Why Do You Live the Life of a Hermit? (I don’t really)
In his brilliant essay “Create Dangerously” Albert Camus articulates the contemporary artist’s dilemma. How can an artist survive if he/she constantly needs to straddle the abyss between his/her own artist vision of an aesthetically near-perfect world (which some call an “ivory tower”) and the screaming reality before him/her, one filled with suffering and injustice. Camus echos this in his story “The Artist at Work” where a painter is torn between his newfound fame (including being constantly visited by admirers) and his desperate need to paint. Unfortunately Camus’ hero’s bout between solitude and solidarity ( “solitaire” and “solidaire”) results in his unfortunate self-inflicted demise. Years later, in his book To Jerusalem and Back, Saul Bellow quotes A. B. Yehoshua’s similar realization that for an artist to achieve artistic solitude in Israel is a near impossibility, for he/she is “called to solidarity” from newscast to newscast.
Yes, in my TOI biography (see below), I state that I am composer, researcher and “hermit”, because I figured that a public declaration of this might actually help me to achieve something that Yehoshua has deemed nearly impossible, something that I, too, have found illusive. One needs the strength of Prometheus to sustain such a “luxury” in this age of living from “newscast to newscast”. The cacophony is deafening.

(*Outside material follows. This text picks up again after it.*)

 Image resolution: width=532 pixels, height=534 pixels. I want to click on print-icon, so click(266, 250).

So, for anyone who is reading these words, I have a confession. Like many of my generation (I just turned 70), I am a news junkie who reads no less than fourteen separate news outlets every morning. How else may one arrive at a truthful assessment of the world around, a world spinning with uncertainty, frailty, injustice and in this day and age, a pulse of change which is not only nerve-racking but addictive? I seem to need this burst of morning excitement, like three cups of coffee, to get my day going. But then again, from time to time, I turn to early morning meditation, pretending that I am on some exotic green-tiered mountain (I am afraid of heights!), losing myself to the eternal present.

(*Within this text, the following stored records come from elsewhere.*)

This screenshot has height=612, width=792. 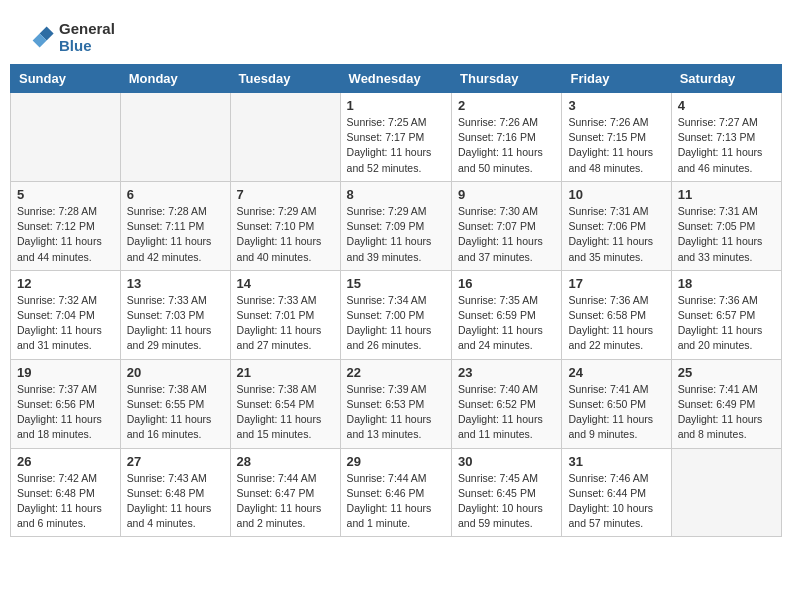 I want to click on day-number: 31, so click(x=616, y=462).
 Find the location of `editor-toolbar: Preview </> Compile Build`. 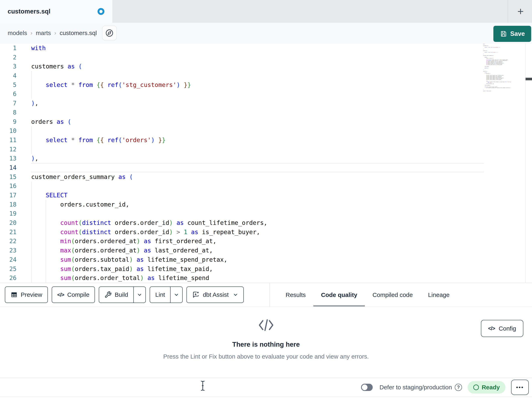

editor-toolbar: Preview </> Compile Build is located at coordinates (266, 295).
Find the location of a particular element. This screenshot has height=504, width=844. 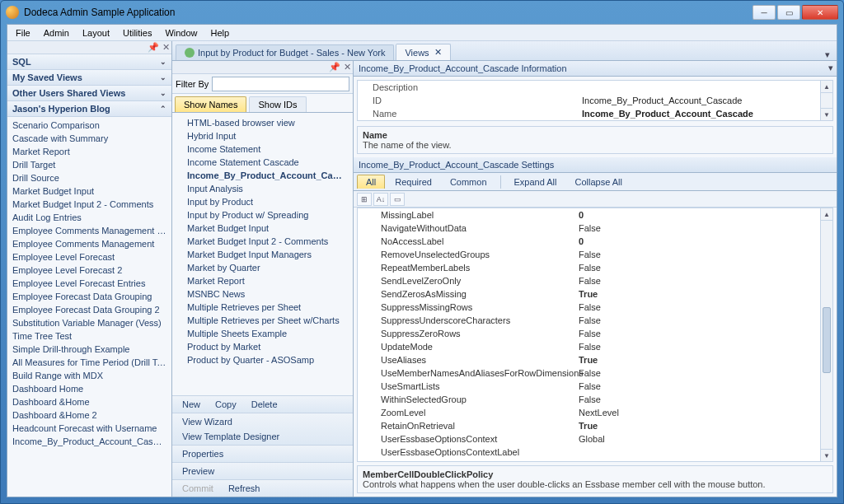

list-item: Income Statement Cascade is located at coordinates (262, 162).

If I am lucky, this constant tension between the onslaught of news AND deep present, allows me to compose, putting myself in a trajectory of a “sacred time dimension” (as one reviewer in France recently described my latest musical composition). Yes, day to day, I find myself living the Camus paradox of standing on the deck of a slave galley, singing to the stars, while down below poor souls are destined to row (while a minute later, I find myself below deck, frantically rowing).

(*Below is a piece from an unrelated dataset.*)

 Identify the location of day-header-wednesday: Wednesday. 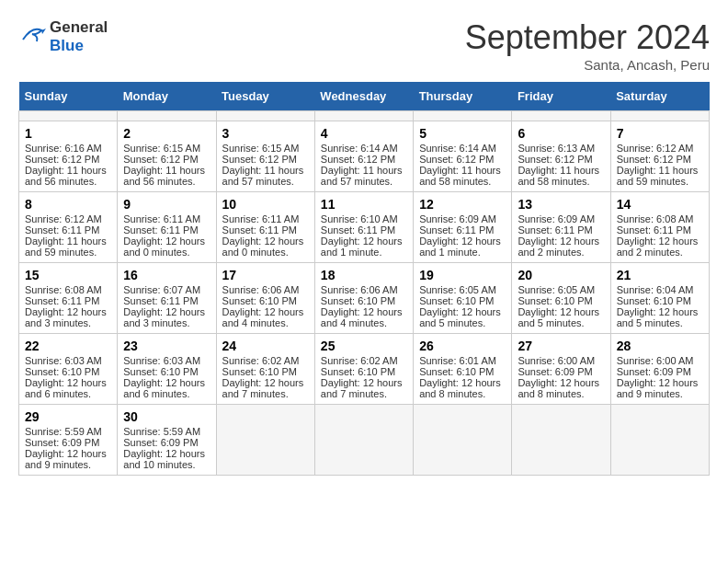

So to all of you who secretly wish to join me in my hermitage, I say to you: “This is not without danger!”. In this day and age, when we are called to solidarity all too often (to again paraphrase A. B. Yehoshua), the task of achieving artistic solitude in our time, is a near impossibility. If you think that I am exaggerating, give it a try! Try ripping yourself away from your screens! Try a few hours of silence. Try ignoring the screaming voices inside of you, voices that only echo that cacophony of suffering souls who are the victims of the cancer of inhumanity, person to person, power-hungry souls who, as in Francisco Goya’s depiction of Saturn Devouring His Son, love to eat their victims.
Finally, I want to apologize to my family and friends. Declaring myself a “hermit” does not mean that I love you any less. Again, it is simply a way to get closer to my inner voice, whether through sounds or words. It is simply a way to hopefully survive this present day onslaught of what each and every one of us must face, every day, day by day, living in what we call the Middle East, or perhaps everywhere, in every nook and cranny of this big, crazy (sometimes beautiful) world.